Friday, February 26, 2016

The Flaws and Fallacies of Keynesian Economics

Richard Ebeling emails:


Dear Bob,

I participated in the February 24, 2016 “Libertarian Angle,” webinar sponsored by the Future of Freedom Foundation, with the Foundation’s president, Jacob G. Hornberger, on the topic:“The History of Economic Thought, Part 6: The Flaws and Fallacies of Keynesian Economics.”

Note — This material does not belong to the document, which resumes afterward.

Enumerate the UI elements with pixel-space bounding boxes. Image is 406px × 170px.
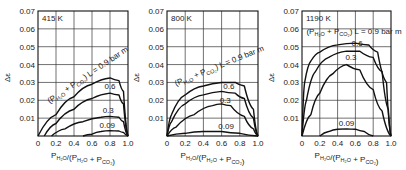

In this new part, the theme is a critical analysis of John Maynard Keynes’ economics and the Great Depression. Keynes had been one of the most well-known British economists even before the appearance of his 1936 book, “The General Theory of Employment, Interest and Money.” He had opposed the gold standard, called for domestic monetary and fiscal manipulation to “stimulate” domestic demand and employment, and called for government to increase its intervention in the marketplace.

“The General Theory” was clearly an attempt to provide a theoretical foundation to his ad hoc economic policy proposals and stances. But when looked at in detail, every one of the building-blocks for his new macroeconomics – people’s asserted “psychological law" of a "propensity to consume” out of income; a supposed “money illusion” on the part of workers concerning their wages: a view of businessmen as dominated by irrational “animal spirits” in their investment decision-making; and a belief that government’s could micro-manage the “macro”-economy through monetary and fiscal policy – were and are all fundamentally flawed.

Dominating the economics profession for more than two decades following the Second World War, Keynesian Economics continues to misdirect economic understanding and thinking about how the market economy actually works, and what are the sounder policies for long-run economic stability, growth, and coordination of supply and demand.